In the unprecedented year that was 2020 a coronavirus pandemic agitated the cracks in the veneer of US domestic politics and the result was a fissuring of cultural tectonics the likes of which were thought to be relegated to literature following the End of History. The overleveraged teetering social order in the US was bent by the pandemic and broken by the murders of George Floyd and Breonna Taylor. While these indiscriminate killings and subsequent vilifications of dark-skinned or alien people have always been a pernicious and horrifying aspect of US history and culture, this is the first of such occurrences that took place in the age of a mature global social communication network. We did not learn about the brutality used against George Floyd through corporate media, we learned about it through a brave soul who recorded and shared the atrocity with the world. The story of Breonna Taylor propagated through the internet on the back of meme-like posts shared in the hopes of bringing justice to those responsible, not through a responsible media reporting on facts in order to speak to power. Many woke up from their trance when they saw what horrors the government they thought was fighting for democracy could inflict. And the subtext is even clearer when zooming out: “if this is what they do to their own, imagine what they do to their opposition”.

The Genesis of the US is rooted in imperialism. Purportedly resisting imperialism while subsequently implementing imperialist rule is what Manifest Destiny is all about. Today it is best described by the term American Exceptionalism. DTP is a movement that directly opposes American Exceptionalism because it requires the US government to grapple with its faults; faults that warrant advancing the people’s right to hold state power to account.

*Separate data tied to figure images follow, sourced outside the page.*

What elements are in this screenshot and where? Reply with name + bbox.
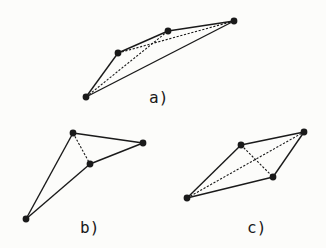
vertex-dot-icon	[231, 18, 238, 25]
panel-c-quadrilateral	[184, 129, 308, 202]
solid-edge	[241, 132, 304, 145]
vertex-dot-icon	[301, 129, 308, 136]
vertex-dot-icon	[270, 174, 277, 181]
solid-edge	[118, 31, 168, 53]
dashed-diagonal-edge	[187, 132, 304, 198]
panel-b-label: b)	[80, 220, 99, 236]
panel-a-label: a)	[149, 90, 168, 106]
vertex-dot-icon	[140, 140, 147, 147]
solid-edge	[26, 164, 90, 219]
figure-canvas: a) b) c)	[0, 0, 326, 248]
dashed-diagonal-edge	[73, 133, 90, 164]
vertex-dot-icon	[165, 28, 172, 35]
panel-c-label: c)	[247, 220, 266, 236]
vertex-dot-icon	[70, 130, 77, 137]
solid-edge	[86, 21, 234, 97]
dashed-diagonal-edge	[118, 21, 234, 53]
vertex-dot-icon	[184, 195, 191, 202]
solid-edge	[273, 132, 304, 177]
vertex-dot-icon	[87, 161, 94, 168]
vertex-dot-icon	[83, 94, 90, 101]
vertex-dot-icon	[238, 142, 245, 149]
solid-edge	[187, 145, 241, 198]
solid-edge	[187, 177, 273, 198]
solid-edge	[26, 133, 73, 219]
vertex-dot-icon	[115, 50, 122, 57]
vertex-dot-icon	[23, 216, 30, 223]
dashed-diagonal-edge	[241, 145, 273, 177]
panel-b-quadrilateral	[23, 130, 147, 223]
solid-edge	[73, 133, 143, 143]
quadrilateral-diagrams	[0, 0, 326, 248]
solid-edge	[90, 143, 143, 164]
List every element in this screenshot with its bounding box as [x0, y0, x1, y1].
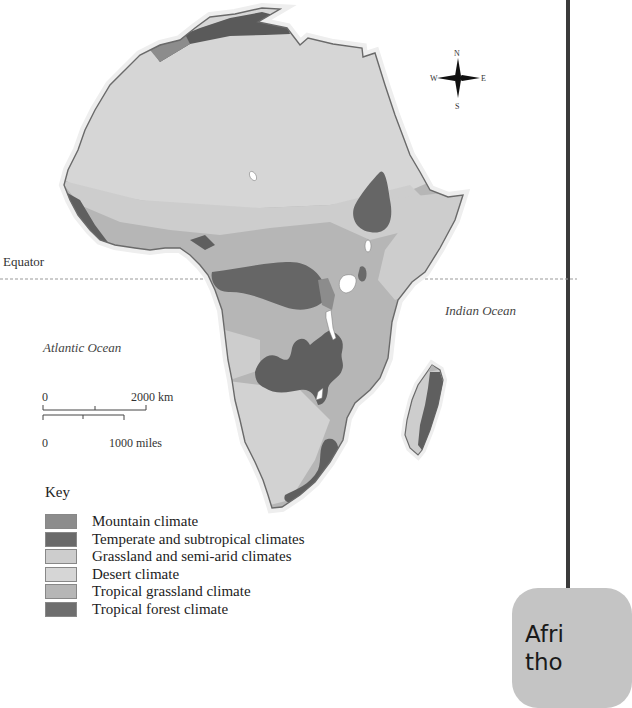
scale-km-end: 2000 km [131, 390, 173, 405]
key-item-temperate: Temperate and subtropical climates [45, 531, 305, 549]
scale-km-start: 0 [42, 390, 48, 404]
swatch-mountain [45, 514, 77, 529]
key-label: Mountain climate [92, 513, 198, 530]
key-item-tropical-grassland: Tropical grassland climate [45, 583, 305, 601]
scale-km-labels: 0 2000 km [42, 390, 48, 405]
callout-line-2: tho [525, 648, 564, 676]
key-item-tropical-forest: Tropical forest climate [45, 601, 305, 619]
indian-ocean-label: Indian Ocean [445, 303, 516, 319]
compass-rose [437, 58, 480, 98]
zone-semiarid-horn [378, 190, 470, 300]
swatch-desert [45, 567, 77, 582]
key-item-desert: Desert climate [45, 566, 305, 584]
key-label: Tropical grassland climate [92, 583, 251, 600]
compass-south-label: S [455, 102, 459, 111]
compass-north-label: N [454, 49, 460, 58]
madagascar [405, 365, 443, 455]
swatch-tropical-forest [45, 602, 77, 617]
swatch-grassland-semiarid [45, 549, 77, 564]
key-label: Grassland and semi-arid climates [92, 548, 292, 565]
key-label: Desert climate [92, 566, 179, 583]
equator-label: Equator [3, 254, 44, 270]
key-item-grassland-semiarid: Grassland and semi-arid climates [45, 548, 305, 566]
callout-text: Afri tho [525, 620, 564, 676]
compass-west-label: W [430, 74, 438, 83]
scale-miles-start: 0 [42, 436, 48, 450]
swatch-temperate [45, 532, 77, 547]
compass-east-label: E [481, 74, 486, 83]
scale-miles-labels: 0 1000 miles [42, 436, 48, 451]
atlantic-ocean-label: Atlantic Ocean [43, 340, 121, 356]
swatch-tropical-grassland [45, 584, 77, 599]
map-key: Key Mountain climate Temperate and subtr… [45, 484, 305, 618]
key-title: Key [45, 484, 305, 501]
key-label: Temperate and subtropical climates [92, 531, 305, 548]
scale-bar [43, 405, 146, 420]
key-item-mountain: Mountain climate [45, 513, 305, 531]
key-label: Tropical forest climate [92, 601, 228, 618]
callout-line-1: Afri [525, 620, 564, 648]
scale-miles-end: 1000 miles [109, 436, 162, 451]
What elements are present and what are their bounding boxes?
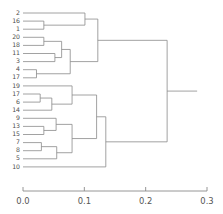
x-axis-tick-label: 0.1 bbox=[78, 196, 91, 206]
leaf-label: 14 bbox=[12, 106, 20, 113]
leaf-label: 7 bbox=[16, 138, 20, 145]
leaf-label: 9 bbox=[16, 114, 20, 121]
x-axis-tick-label: 0.3 bbox=[200, 196, 213, 206]
leaf-label: 18 bbox=[12, 41, 20, 48]
leaf-label: 16 bbox=[12, 17, 20, 24]
leaf-label: 5 bbox=[16, 154, 20, 161]
leaf-label: 1 bbox=[16, 25, 20, 32]
leaf-label: 10 bbox=[12, 163, 20, 170]
leaf-label: 11 bbox=[12, 49, 20, 56]
leaf-label: 19 bbox=[12, 82, 20, 89]
dendrogram-canvas: 21612018113417191761491315785100.00.10.2… bbox=[0, 0, 223, 214]
dendrogram-figure: 21612018113417191761491315785100.00.10.2… bbox=[0, 0, 223, 214]
leaf-label: 4 bbox=[16, 65, 20, 72]
x-axis-tick-label: 0.2 bbox=[139, 196, 152, 206]
x-axis-tick-label: 0.0 bbox=[16, 196, 29, 206]
leaf-label: 20 bbox=[12, 33, 20, 40]
leaf-label: 13 bbox=[12, 122, 20, 129]
leaf-label: 15 bbox=[12, 130, 20, 137]
leaf-label: 17 bbox=[12, 73, 20, 80]
leaf-label: 17 bbox=[12, 90, 20, 97]
leaf-label: 8 bbox=[16, 146, 20, 153]
leaf-label: 3 bbox=[16, 57, 20, 64]
leaf-label: 2 bbox=[16, 9, 20, 16]
leaf-label: 6 bbox=[16, 98, 20, 105]
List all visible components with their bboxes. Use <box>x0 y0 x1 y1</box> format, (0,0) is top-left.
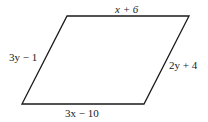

American Exceptionalism is a term usually applied to an international context, but the state ideology runs deep and unlike wealth, definitely trickles down. US police regularly purchase military surplus equipment, are trained heavily for combat and tense situations, and regularly collaborate with federal state security forces for trainings and investigations. Their prime directive is not to reduce crime, it’s to confront it. There is little to no interest in addressing the root cause of crime while simultaneously there exists stratospheric interest in eliminating it when encountered. As the French say, “the best cure for a headache is a guillotine”. And while I understand the plight of minorities in the US and the abuse inflicted upon them by the state I can’t help but weep for the famine stricken children in Yemen, for the mutilated children in Iraq, for the terrorized citizens of Syria, for the hell Libyan slaves are living in.

The aforementioned realities merely scratch the surface of the daily terrors these regions face. That’s not to diminish the problems of minorities in the US but to put them into perspective and more importantly, a grim portent of what’s to come given an impotent opposition. There is a need to defund the US military just like there is a need to defund domestic police. The need arises when confronting a culture that defaults to combat in the face of the unknown. The need arises when taking back the power of the citizenry in the face of state oppression. The United States must dismantle its war machine (both domestic and foreign), reimagine the true purpose of the sophisticated and brilliant technology it has developed in its pursuit of conquest, and realize that there is a true path to global prosperity if it were to change its ways.